Clear and convincing evidence is a standard of proof used primarily in United States civil and administrative law that sits between the ordinary civil standard of preponderance of the evidence and the criminal standard of beyond a reasonable doubt. To meet it, the trier of fact must be persuaded that the truth of the contention is highly probable—producing a firm belief or conviction in the mind of the judge or jury, not merely a tilt of the scales.
The standard is typically applied where the interests at stake are weightier than ordinary money damages but do not carry the liberty consequences of a criminal conviction. U.S. courts have required clear and convincing evidence in matters such as:
- Civil fraud and allegations of intentional wrongdoing in many state jurisdictions
- Termination of parental rights, mandated by the Supreme Court in Santosky v. Kramer, 455 U.S. 745 (1982)
- Civil commitment of individuals for mental illness, per Addington v. Texas, 441 U.S. 418 (1979)
- Deportation proceedings historically, under Woodby v. INS, 385 U.S. 276 (1966)
- Defamation claims involving public figures, where New York Times Co. v. Sullivan, 376 U.S. 254 (1964) requires clear and convincing proof of actual malice
- Punitive damages awards in many states
- Claims to overcome the presumption of patent validity under U.S. patent law, as affirmed in Microsoft Corp. v. i4i Ltd. Partnership, 564 U.S. 91 (2011)
Although mainly a domestic-law concept, the standard occasionally surfaces in international and hybrid tribunals, in investor-state arbitration, and in fact-finding by human-rights bodies when allegations carry serious reputational or sovereign consequences. Civil-law jurisdictions generally do not formalize tiered standards of proof in the same way, relying instead on judicial intime conviction.
For researchers, the key takeaway is that the standard signals a heightened evidentiary burden without reaching criminal certainty.
Example
In Santosky v. Kramer (1982), the U.S. Supreme Court held that New York could not terminate parental rights without clear and convincing evidence of parental unfitness.
Frequently asked questions
Preponderance requires only that a fact be more likely true than not (just over 50%), while clear and convincing requires a firm belief that the fact is highly probable—a substantially higher threshold.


▶ _The task_:
Reproduce the listing in full. Keep every character unchanged.

▶ _Data for this task_:
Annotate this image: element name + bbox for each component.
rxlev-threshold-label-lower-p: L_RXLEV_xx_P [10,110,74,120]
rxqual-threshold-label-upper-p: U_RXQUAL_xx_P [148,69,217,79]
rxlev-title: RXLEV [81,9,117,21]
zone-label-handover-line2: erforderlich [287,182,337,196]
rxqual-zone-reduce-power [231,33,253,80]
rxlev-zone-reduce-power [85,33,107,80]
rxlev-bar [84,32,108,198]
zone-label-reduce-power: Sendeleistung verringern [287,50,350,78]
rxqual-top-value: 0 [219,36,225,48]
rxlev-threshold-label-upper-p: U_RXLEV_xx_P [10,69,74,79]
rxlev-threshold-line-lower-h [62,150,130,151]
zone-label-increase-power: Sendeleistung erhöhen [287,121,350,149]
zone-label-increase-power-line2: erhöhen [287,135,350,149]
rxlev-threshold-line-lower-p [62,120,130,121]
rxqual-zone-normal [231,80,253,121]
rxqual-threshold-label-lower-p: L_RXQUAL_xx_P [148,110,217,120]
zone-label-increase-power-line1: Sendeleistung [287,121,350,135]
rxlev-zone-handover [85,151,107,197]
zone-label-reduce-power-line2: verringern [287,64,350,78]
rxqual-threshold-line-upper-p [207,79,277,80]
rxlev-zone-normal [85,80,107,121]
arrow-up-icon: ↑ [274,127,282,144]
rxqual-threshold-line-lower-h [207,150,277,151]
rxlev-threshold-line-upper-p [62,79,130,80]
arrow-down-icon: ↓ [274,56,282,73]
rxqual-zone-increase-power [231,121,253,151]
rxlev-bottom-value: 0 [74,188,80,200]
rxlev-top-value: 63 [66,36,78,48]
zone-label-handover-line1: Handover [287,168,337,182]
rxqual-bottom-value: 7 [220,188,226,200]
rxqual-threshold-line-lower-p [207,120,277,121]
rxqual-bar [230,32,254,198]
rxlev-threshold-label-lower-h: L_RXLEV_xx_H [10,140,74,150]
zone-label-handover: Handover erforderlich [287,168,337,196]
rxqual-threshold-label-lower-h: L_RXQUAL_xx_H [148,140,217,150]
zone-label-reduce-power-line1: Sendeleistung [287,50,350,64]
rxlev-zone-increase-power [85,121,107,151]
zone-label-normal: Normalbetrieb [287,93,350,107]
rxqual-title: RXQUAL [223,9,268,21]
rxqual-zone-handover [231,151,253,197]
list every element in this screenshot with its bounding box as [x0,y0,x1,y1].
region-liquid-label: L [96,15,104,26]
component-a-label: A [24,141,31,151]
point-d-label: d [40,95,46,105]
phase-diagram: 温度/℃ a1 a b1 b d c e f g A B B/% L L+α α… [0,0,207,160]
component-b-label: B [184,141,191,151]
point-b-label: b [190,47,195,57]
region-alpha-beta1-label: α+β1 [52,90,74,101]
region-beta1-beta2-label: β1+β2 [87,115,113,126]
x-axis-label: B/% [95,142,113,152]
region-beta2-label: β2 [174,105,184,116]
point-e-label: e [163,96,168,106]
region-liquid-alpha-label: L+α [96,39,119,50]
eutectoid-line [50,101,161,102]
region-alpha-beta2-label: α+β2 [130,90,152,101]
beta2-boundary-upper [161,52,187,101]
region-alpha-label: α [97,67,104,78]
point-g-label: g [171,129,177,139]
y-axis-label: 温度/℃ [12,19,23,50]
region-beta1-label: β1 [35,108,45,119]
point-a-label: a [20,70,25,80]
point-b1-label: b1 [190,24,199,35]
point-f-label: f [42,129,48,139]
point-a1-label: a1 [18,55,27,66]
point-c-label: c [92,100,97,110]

▶ _Your solution_:
Annotate this image: element name + bbox for each component.
rxlev-threshold-label-lower-p: L_RXLEV_xx_P [10,110,74,120]
rxqual-threshold-label-upper-p: U_RXQUAL_xx_P [148,69,217,79]
rxlev-title: RXLEV [81,9,117,21]
zone-label-handover-line2: erforderlich [287,182,337,196]
rxqual-zone-reduce-power [231,33,253,80]
rxlev-zone-reduce-power [85,33,107,80]
rxlev-bar [84,32,108,198]
zone-label-reduce-power: Sendeleistung verringern [287,50,350,78]
rxqual-top-value: 0 [219,36,225,48]
rxlev-threshold-label-upper-p: U_RXLEV_xx_P [10,69,74,79]
rxlev-threshold-line-lower-h [62,150,130,151]
zone-label-increase-power: Sendeleistung erhöhen [287,121,350,149]
zone-label-increase-power-line2: erhöhen [287,135,350,149]
rxlev-threshold-line-lower-p [62,120,130,121]
rxqual-zone-normal [231,80,253,121]
rxqual-threshold-label-lower-p: L_RXQUAL_xx_P [148,110,217,120]
zone-label-increase-power-line1: Sendeleistung [287,121,350,135]
rxlev-zone-handover [85,151,107,197]
zone-label-reduce-power-line2: verringern [287,64,350,78]
rxqual-threshold-line-upper-p [207,79,277,80]
rxlev-zone-normal [85,80,107,121]
arrow-up-icon: ↑ [274,127,282,144]
rxqual-threshold-line-lower-h [207,150,277,151]
rxlev-threshold-line-upper-p [62,79,130,80]
arrow-down-icon: ↓ [274,56,282,73]
rxqual-zone-increase-power [231,121,253,151]
rxlev-bottom-value: 0 [74,188,80,200]
rxlev-top-value: 63 [66,36,78,48]
zone-label-handover-line1: Handover [287,168,337,182]
rxqual-bottom-value: 7 [220,188,226,200]
rxqual-threshold-line-lower-p [207,120,277,121]
rxqual-bar [230,32,254,198]
rxlev-threshold-label-lower-h: L_RXLEV_xx_H [10,140,74,150]
zone-label-handover: Handover erforderlich [287,168,337,196]
rxqual-threshold-label-lower-h: L_RXQUAL_xx_H [148,140,217,150]
zone-label-reduce-power-line1: Sendeleistung [287,50,350,64]
rxlev-zone-increase-power [85,121,107,151]
zone-label-normal: Normalbetrieb [287,93,350,107]
rxqual-title: RXQUAL [223,9,268,21]
rxqual-zone-handover [231,151,253,197]
list every element in this screenshot with its bounding box as [x0,y0,x1,y1].
region-liquid-label: L [96,15,104,26]
component-a-label: A [24,141,31,151]
point-d-label: d [40,95,46,105]
phase-diagram: 温度/℃ a1 a b1 b d c e f g A B B/% L L+α α… [0,0,207,160]
component-b-label: B [184,141,191,151]
point-b-label: b [190,47,195,57]
region-alpha-beta1-label: α+β1 [52,90,74,101]
region-beta1-beta2-label: β1+β2 [87,115,113,126]
x-axis-label: B/% [95,142,113,152]
region-beta2-label: β2 [174,105,184,116]
point-e-label: e [163,96,168,106]
region-liquid-alpha-label: L+α [96,39,119,50]
eutectoid-line [50,101,161,102]
region-alpha-beta2-label: α+β2 [130,90,152,101]
beta2-boundary-upper [161,52,187,101]
region-alpha-label: α [97,67,104,78]
point-g-label: g [171,129,177,139]
y-axis-label: 温度/℃ [12,19,23,50]
region-beta1-label: β1 [35,108,45,119]
point-a-label: a [20,70,25,80]
point-b1-label: b1 [190,24,199,35]
point-f-label: f [42,129,48,139]
point-a1-label: a1 [18,55,27,66]
point-c-label: c [92,100,97,110]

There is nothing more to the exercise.